Abstract:This study introduced the use of Graph Neural Network (GNN) for predicting the weather and weekday of a day in London, from the dataset of Santander Cycles bike-sharing system as a graph classification task. The proposed GNN models newly introduced (i) a concatenation operator of graph features with trained node embeddings and (ii) a graph coarsening operator based on geographical contiguity, namely "Spatial Graph Coarsening". With the node features of land-use characteristics and number of households around the bike stations and graph features of temperatures in the city, our proposed models outperformed the baseline model in cross-entropy loss and accuracy of the validation dataset.
Abstract:India is a multilingual society with 1369 rationalized languages and dialects being spoken across the country (INDIA, 2011). Of these, the 22 scheduled languages have a staggering total of 1.17 billion speakers and 121 languages have more than 10,000 speakers (INDIA, 2011). India also has the second largest (and an ever growing) digital footprint (Statista, 2020). Despite this, today's state-of-the-art multilingual systems perform suboptimally on Indian (IN) languages. This can be explained by the fact that multilingual language models (LMs) are often trained on 100+ languages together, leading to a small representation of IN languages in their vocabulary and training data. Multilingual LMs are substantially less effective in resource-lean scenarios (Wu and Dredze, 2020; Lauscher et al., 2020), as limited data doesn't help capture the various nuances of a language. One also commonly observes IN language text transliterated to Latin or code-mixed with English, especially in informal settings (for example, on social media platforms) (Rijhwani et al., 2017). This phenomenon is not adequately handled by current state-of-the-art multilingual LMs. To address the aforementioned gaps, we propose MuRIL, a multilingual LM specifically built for IN languages. MuRIL is trained on significantly large amounts of IN text corpora only. We explicitly augment monolingual text corpora with both translated and transliterated document pairs, that serve as supervised cross-lingual signals in training. MuRIL significantly outperforms multilingual BERT (mBERT) on all tasks in the challenging cross-lingual XTREME benchmark (Hu et al., 2020). We also present results on transliterated (native to Latin script) test sets of the chosen datasets and demonstrate the efficacy of MuRIL in handling transliterated data.
Abstract:Convolutional neural networks (CNN) are widely used for speech emotion recognition (SER). In such cases, the short time fourier transform (STFT) spectrogram is the most popular choice for representing speech, which is fed as input to the CNN. However, the uncertainty principles of the short-time Fourier transform prevent it from capturing time and frequency resolutions simultaneously. On the other hand, the recently proposed single frequency filtering (SFF) spectrogram promises to be a better alternative because it captures both time and frequency resolutions simultaneously. In this work, we explore the SFF spectrogram as an alternative representation of speech for SER. We have modified the SFF spectrogram by taking the average of the amplitudes of all the samples between two successive glottal closure instants (GCI) locations. The duration between two successive GCI locations gives the pitch, motivating us to name the modified SFF spectrogram as pitch-synchronous SFF spectrogram. The GCI locations were detected using zero frequency filtering approach. The proposed pitch-synchronous SFF spectrogram produced accuracy values of 63.95% (unweighted) and 70.4% (weighted) on the IEMOCAP dataset. These correspond to an improvement of +7.35% (unweighted) and +4.3% (weighted) over state-of-the-art result on the STFT sepctrogram using CNN. Specially, the proposed method recognized 22.7% of the happy emotion samples correctly, whereas this number was 0% for state-of-the-art results. These results also promise a much wider use of the proposed pitch-synchronous SFF spectrogram for other speech-based applications.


Action item:
Scan each line of the entries below for the word "angle" and count the ones where it appears. The answer is that number alone.

(Provided data)

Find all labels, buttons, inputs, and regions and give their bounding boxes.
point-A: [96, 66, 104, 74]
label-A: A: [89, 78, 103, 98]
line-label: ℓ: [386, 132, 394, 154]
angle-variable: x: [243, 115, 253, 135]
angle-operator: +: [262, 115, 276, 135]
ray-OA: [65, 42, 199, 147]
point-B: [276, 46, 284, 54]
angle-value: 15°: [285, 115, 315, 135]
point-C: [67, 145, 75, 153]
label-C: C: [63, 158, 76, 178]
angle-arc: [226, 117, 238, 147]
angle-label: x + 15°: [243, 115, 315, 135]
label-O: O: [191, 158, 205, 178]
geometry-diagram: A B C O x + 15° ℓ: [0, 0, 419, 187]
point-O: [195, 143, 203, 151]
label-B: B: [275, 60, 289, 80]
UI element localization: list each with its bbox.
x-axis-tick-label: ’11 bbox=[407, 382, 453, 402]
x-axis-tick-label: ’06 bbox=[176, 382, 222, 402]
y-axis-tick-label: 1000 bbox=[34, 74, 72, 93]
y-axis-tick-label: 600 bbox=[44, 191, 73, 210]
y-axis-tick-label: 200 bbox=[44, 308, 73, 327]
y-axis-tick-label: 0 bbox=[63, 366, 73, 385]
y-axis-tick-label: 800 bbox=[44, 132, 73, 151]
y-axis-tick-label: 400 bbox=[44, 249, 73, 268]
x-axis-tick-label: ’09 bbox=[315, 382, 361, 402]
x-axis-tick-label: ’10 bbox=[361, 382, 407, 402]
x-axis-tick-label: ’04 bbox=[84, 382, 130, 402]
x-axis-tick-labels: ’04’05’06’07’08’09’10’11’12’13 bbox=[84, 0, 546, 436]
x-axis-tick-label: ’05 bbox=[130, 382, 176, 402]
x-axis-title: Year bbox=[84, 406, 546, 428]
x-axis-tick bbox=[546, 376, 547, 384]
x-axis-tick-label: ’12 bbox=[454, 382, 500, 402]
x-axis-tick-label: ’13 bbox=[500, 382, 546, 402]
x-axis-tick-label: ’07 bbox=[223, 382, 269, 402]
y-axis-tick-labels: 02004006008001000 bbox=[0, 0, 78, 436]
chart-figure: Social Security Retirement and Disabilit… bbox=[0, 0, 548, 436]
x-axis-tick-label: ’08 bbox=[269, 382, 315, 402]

(End Provided data)

Answer space:
5